The thing I love about Sophie in Howl’s Moving Castle is that for most of the story, she’s an old woman under the spell of the Witch of the Waste. How many protagonists get to be old women, much less almost completely unperturbed about their state?
But Sophie is also a namer:
“Calcifer’s voice came into Sophie’s mind, saying, ‘the contract isn’t doing either of us any good in the long run.” She felt a little chilly, in spite of the heat of the day blowing through the open widows of the shaded, elegant room. ‘Yes,’ she said, ‘He’s made some sort of contract with his fire demon.’
Mrs. Pentstemon’s hands shook a little on her stick. “That will be it. you might just break that contract, Mrs. Pendragon.’”
~Howl’s Moving Castle
It’s one of the areas in the story where Sophie doesn’t realize her own power. There are others, too —through the course of the story other people start to realize she is a witch, because she talks to things until they remember how alive they are, and she has the power to break curses. She does this by paying attention. She does it by naming:
“that’s why I asked you to do it. I could tell you could talk life into things. look what you did with the scarecrow and the skull,” said, Calcifer, the fire demon.
Sophie knows who things are and their true place.
In this story, Howl had a lot of people trying to curse him, so he made a pact with a fire demon Calcifer to keep his heart for him. He hid his heart inside the fire demon inside his own hearth. Hearts in these stories have to be protected. The things that protect them must be lethal. Nefarious, even. They have to be effective.
He kept his heart close, but outside of his body. He kept it hidden in the open, somewhere nobody would think to look.
He kept it somewhere other than where it was supposed to be.
Howl needed to trick himself into breaking the contract —that’s why he needed someone grating and dogged like Sophie. Someone who paid attention. (Like Violet Evergarden, who got free by following the command of someone who loved her.)
Howl without a heart is a coward. courage comes from the word heart after all. coeur.
it keeps himself safe, but it doesn’t keep the others around him safe.
Like spearfinger, who protects her own heart and eats livers — hearts stowed somewhere other than where they belong makes monsters or cowards (who really aren’t that different from one another).
In the movie named for the hero/antihero Deadpool, he kept being told, “you’re heart’s not in the right place,” as he tried to fix problems he didn’t start and kept making a mess of it all.
Finally in the third movie the phrase meant literally that — he took in a bullet in the chest, leaping in front of a boy who reminded him of himself and his own deep anger.
His heart blocked the bullet. It was finally in the right place.
“go in,” she told it. “get in there and work!” and she pushed and pushed. the heart began to sink in, and to beat more strongly as it went. Sophie tried to ignore the flames and scuffles by the door and keep up steady, firm pressure. her hair kept getting in her way. it fell across her face in reddish fair hanks, but she tried to ignore that, too. she pushed.
The heart went in.”
~Howl’s Moving Castle
some “demons” look like fire others like metal. some of us withdraw inside ourselves, some of us become a blade.
each, wielded wrongly, cut or poison. bloodbath or pyre.
or inverse, again: refiner’s fire, scalpel blade.
my heart takes up a lot of space. And she’s worn a lot of armor for that —she’s been taken for the initiator —the aggressor, even, just for existing as herself. She’s been so much heart that no one knows what to do with her.
Well what if I held my own heart? I try to ask myself. My own dear heart?
But that’s where I get stuck because when you hold your own heart it is no longer in the right place. It’s in your hand not your chest! A heart is meant to be in your own chest, chest to chest with another heart!
when i hold my own heart i hold it like a sword.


*Exercise description*: Return each line of the entries that holds the string "element".

(Data extracted from a collection)
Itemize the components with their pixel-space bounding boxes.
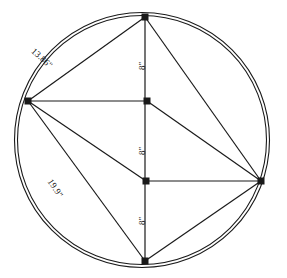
geometry-figure	[0, 0, 287, 278]
interior-point-lower-mid	[143, 178, 150, 185]
outer-circle	[15, 13, 270, 268]
inner-circle	[18, 16, 267, 265]
vertex-bottom	[142, 258, 149, 265]
vertex-left	[25, 98, 32, 105]
segment-right-to-top-chord	[145, 17, 261, 181]
label-vertical-bottom: 8"	[137, 216, 147, 225]
segment-left-to-lower-mid-diagonal	[28, 101, 146, 181]
interior-point-upper-mid	[144, 98, 151, 105]
segment-left-to-bottom-chord	[28, 101, 145, 261]
vertex-top	[142, 14, 149, 21]
label-vertical-middle: 8"	[137, 146, 147, 155]
segment-upper-mid-to-right-diagonal	[147, 101, 261, 181]
vertex-right	[258, 178, 265, 185]
label-vertical-top: 8"	[137, 61, 147, 70]
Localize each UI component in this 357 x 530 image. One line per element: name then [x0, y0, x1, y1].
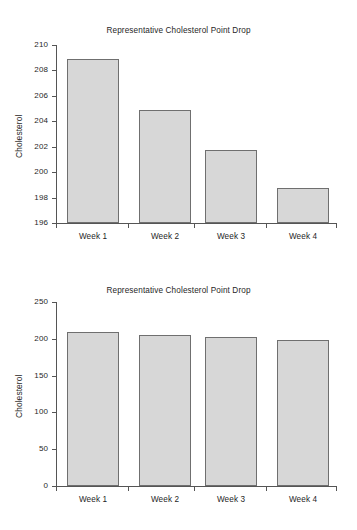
bar-week-3 — [205, 150, 257, 223]
x-tick-mark — [336, 487, 337, 491]
chart-title: Representative Cholesterol Point Drop — [0, 286, 357, 295]
y-tick-mark — [52, 147, 56, 148]
y-tick-label: 206 — [10, 91, 48, 100]
y-tick-mark — [52, 339, 56, 340]
y-tick-mark — [52, 70, 56, 71]
bar-week-4 — [277, 188, 329, 223]
x-category-label: Week 1 — [53, 495, 133, 504]
x-tick-mark — [128, 224, 129, 228]
x-tick-mark — [266, 487, 267, 491]
y-tick-label: 50 — [10, 444, 48, 453]
y-tick-label: 210 — [10, 40, 48, 49]
y-tick-mark — [52, 45, 56, 46]
y-tick-label: 100 — [10, 407, 48, 416]
y-tick-label: 208 — [10, 65, 48, 74]
y-tick-label: 196 — [10, 218, 48, 227]
y-tick-label: 250 — [10, 297, 48, 306]
bar-week-2 — [139, 110, 191, 223]
chart-title: Representative Cholesterol Point Drop — [0, 26, 357, 35]
x-tick-mark — [128, 487, 129, 491]
x-tick-mark — [336, 224, 337, 228]
y-axis-line — [56, 302, 57, 487]
x-tick-mark — [56, 224, 57, 228]
x-tick-mark — [194, 487, 195, 491]
x-tick-mark — [194, 224, 195, 228]
y-tick-label: 202 — [10, 142, 48, 151]
y-tick-mark — [52, 449, 56, 450]
x-category-label: Week 4 — [263, 232, 343, 241]
y-tick-label: 204 — [10, 116, 48, 125]
bar-week-4 — [277, 340, 329, 486]
x-axis-line — [56, 223, 337, 224]
y-tick-mark — [52, 172, 56, 173]
x-category-label: Week 3 — [191, 495, 271, 504]
bar-week-3 — [205, 337, 257, 486]
y-tick-mark — [52, 376, 56, 377]
y-tick-mark — [52, 412, 56, 413]
y-tick-mark — [52, 121, 56, 122]
chart-figure-top: Representative Cholesterol Point Drop Ch… — [0, 0, 357, 265]
bar-week-2 — [139, 335, 191, 486]
x-category-label: Week 4 — [263, 495, 343, 504]
y-tick-label: 0 — [10, 481, 48, 490]
x-tick-mark — [56, 487, 57, 491]
y-tick-label: 200 — [10, 334, 48, 343]
y-tick-label: 150 — [10, 371, 48, 380]
y-tick-mark — [52, 96, 56, 97]
y-tick-label: 198 — [10, 193, 48, 202]
y-tick-mark — [52, 302, 56, 303]
chart-figure-bottom: Representative Cholesterol Point Drop Ch… — [0, 265, 357, 530]
x-tick-mark — [266, 224, 267, 228]
y-tick-label: 200 — [10, 167, 48, 176]
bar-week-1 — [67, 332, 119, 486]
y-axis-line — [56, 45, 57, 224]
bar-week-1 — [67, 59, 119, 223]
x-category-label: Week 3 — [191, 232, 271, 241]
y-tick-mark — [52, 198, 56, 199]
x-axis-line — [56, 486, 337, 487]
x-category-label: Week 1 — [53, 232, 133, 241]
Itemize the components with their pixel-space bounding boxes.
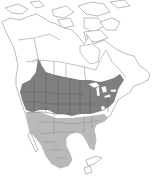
range-map [0,0,162,188]
caribbean-islands [84,156,102,174]
north-america-map [0,0,162,188]
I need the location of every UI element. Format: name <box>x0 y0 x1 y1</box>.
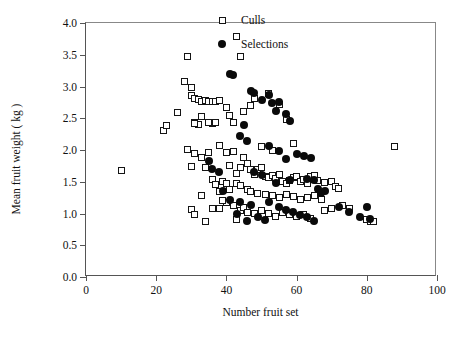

*Output*:
Localize each UI component in this 357 x 530 image. One line per element: name then [x0, y0, x1, y1].
I need the location of every UI element. Format: name <box>x0 y0 x1 y1</box>.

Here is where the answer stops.